“The single biggest problem in communication is the illusion that it has taken place.”

Maybe it’s my age showing, maybe it’s my desire for clarity, and maybe it is a simple as my brain fully understands what you are supposed to know. In other words, I’ve thought that thought so many times that I’m sure I’ve said it out loud and I’m sure you’ve heard it. But you are doing anything about it. So confusing.

How many times have you experienced frustration over communication? It’s like a highway where my car is cruising along at 60, and so is yours. We are headed to our destinations, different ones because our days entail different tasks. We pass each other in a very few seconds on the road, barely enough to recognize that we know each other. And, in the nanosecond we both have expectations. On the road we expect we will stay in our own lanes, and to be respectful to indicate the passing, not staying in each other’s blind spots, right?

Communication has basic rules as well. Some are called social graces – like please and thank you. Others are workplace driven – deferring to positions of authority in a meeting, calendaring meetings and deadlines and including others who are impacted, and responding to clients within an established timeline.

The harder parts of communication are unsaid. How many times are you a participant in a strategic planning process that only becomes common knowledge after months or longer of meetings and retreats? How about office relocation projects or tenant improvement projects? The communication frequency and content is often regulated by a project lead, limiting the knowledge of those impacted the most – your end users, your front line, your first responders to clients.

Once you think about this through a new lens you see the damage that control and command of communication can cause, most importantly, damage to trust. I don’t have to love everyone I work with (although isn’t that lovely to consider?), but to maximize profit I do have to trust them. The success of my organization depends on a strong foundation, and those pillars are built with every communication.

How does communication flow in your firm? What information do you hold that others would benefit from knowing? How can you communicate with your people in a way that honors the necessity of confidentiality and also provides transparency?

I’m headed out to the car. I’ll see you on the road.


Report all lines of the data below that hold the word "none".

▽

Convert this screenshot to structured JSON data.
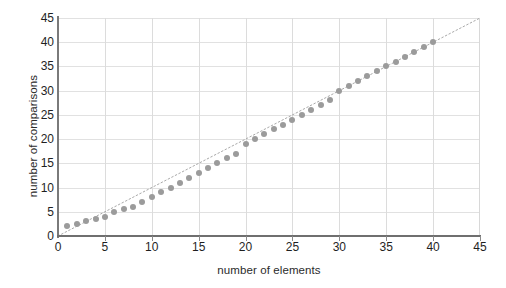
{
  "chart_data": {
    "type": "scatter",
    "title": "",
    "xlabel": "number of elements",
    "ylabel": "number of comparisons",
    "xlim": [
      0,
      45
    ],
    "ylim": [
      0,
      45
    ],
    "xticks": [
      0,
      5,
      10,
      15,
      20,
      25,
      30,
      35,
      40,
      45
    ],
    "yticks": [
      0,
      5,
      10,
      15,
      20,
      25,
      30,
      35,
      40,
      45
    ],
    "grid": true,
    "legend": "none",
    "series": [
      {
        "name": "comparisons",
        "marker": "circle",
        "color": "#9b9b9b",
        "x": [
          1,
          2,
          3,
          4,
          5,
          6,
          7,
          8,
          9,
          10,
          11,
          12,
          13,
          14,
          15,
          16,
          17,
          18,
          19,
          20,
          21,
          22,
          23,
          24,
          25,
          26,
          27,
          28,
          29,
          30,
          31,
          32,
          33,
          34,
          35,
          36,
          37,
          38,
          39,
          40
        ],
        "y": [
          2,
          2.5,
          3,
          3.5,
          4,
          5,
          5.5,
          6,
          7,
          8,
          9,
          10,
          11,
          12,
          13,
          14,
          15,
          16,
          17,
          19,
          20,
          21,
          22,
          23,
          24,
          25,
          26,
          27,
          28,
          30,
          31,
          32,
          33,
          34,
          35,
          36,
          37,
          38,
          39,
          40
        ]
      },
      {
        "name": "reference line y = x",
        "marker": "none",
        "style": "dotted",
        "color": "#a9a9a9",
        "x": [
          0,
          45
        ],
        "y": [
          0,
          45
        ]
      }
    ]
  },
  "axes": {
    "x_title": "number of elements",
    "y_title": "number of comparisons",
    "x_tick_labels": [
      "0",
      "5",
      "10",
      "15",
      "20",
      "25",
      "30",
      "35",
      "40",
      "45"
    ],
    "y_tick_labels": [
      "0",
      "5",
      "10",
      "15",
      "20",
      "25",
      "30",
      "35",
      "40",
      "45"
    ]
  },
  "colors": {
    "marker": "#9b9b9b",
    "refline": "#a9a9a9",
    "grid": "#e1e1e1",
    "axis": "#7a7a7a",
    "text": "#1f1f1f",
    "background": "#ffffff"
  }
}
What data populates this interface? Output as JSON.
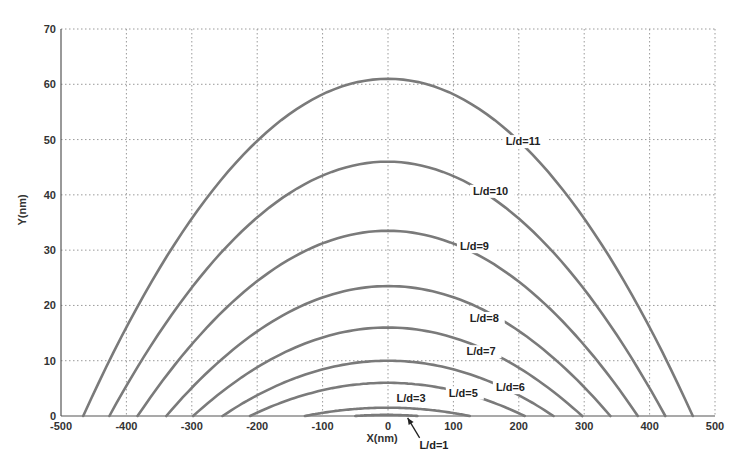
{
  "chart_data": {
    "type": "line",
    "title": "",
    "xlabel": "X(nm)",
    "ylabel": "Y(nm)",
    "xlim": [
      -500,
      500
    ],
    "ylim": [
      0,
      70
    ],
    "xticks": [
      -500,
      -400,
      -300,
      -200,
      -100,
      0,
      100,
      200,
      300,
      400,
      500
    ],
    "yticks": [
      0,
      10,
      20,
      30,
      40,
      50,
      60,
      70
    ],
    "xtick_labels": [
      "-500",
      "-400",
      "-300",
      "-200",
      "-100",
      "0",
      "100",
      "200",
      "300",
      "400",
      "500"
    ],
    "ytick_labels": [
      "0",
      "10",
      "20",
      "30",
      "40",
      "50",
      "60",
      "70"
    ],
    "grid": true,
    "legend": "none (inline curve labels)",
    "series": [
      {
        "name": "L/d=11",
        "x_start": -466,
        "x_end": 466,
        "peak": 61,
        "label_pos": [
          180,
          49
        ]
      },
      {
        "name": "L/d=10",
        "x_start": -426,
        "x_end": 424,
        "peak": 46,
        "label_pos": [
          130,
          40
        ]
      },
      {
        "name": "L/d=9",
        "x_start": -383,
        "x_end": 382,
        "peak": 33.5,
        "label_pos": [
          110,
          30
        ]
      },
      {
        "name": "L/d=8",
        "x_start": -339,
        "x_end": 340,
        "peak": 23.5,
        "label_pos": [
          125,
          17
        ]
      },
      {
        "name": "L/d=7",
        "x_start": -298,
        "x_end": 297,
        "peak": 16,
        "label_pos": [
          120,
          11
        ]
      },
      {
        "name": "L/d=6",
        "x_start": -253,
        "x_end": 253,
        "peak": 10,
        "label_pos": [
          165,
          4.5
        ]
      },
      {
        "name": "L/d=5",
        "x_start": -211,
        "x_end": 209,
        "peak": 6,
        "label_pos": [
          93,
          3.5
        ]
      },
      {
        "name": "L/d=3",
        "x_start": -127,
        "x_end": 125,
        "peak": 1.5,
        "label_pos": [
          13,
          2.6
        ]
      },
      {
        "name": "L/d=1",
        "x_start": -50,
        "x_end": 45,
        "peak": 0.2,
        "label_pos": [
          48,
          -6
        ]
      }
    ],
    "annotations": [
      {
        "text": "L/d=1",
        "arrow_to": [
          30,
          0.2
        ]
      }
    ]
  },
  "colors": {
    "curve": "#7a7a7a",
    "grid": "#9a9a9a",
    "axis": "#555555",
    "text": "#333333"
  }
}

△

ANSWER TO THIS EXERCISE
    "legend": "none",
        "marker": "none",
    "legend": "none (inline curve labels)",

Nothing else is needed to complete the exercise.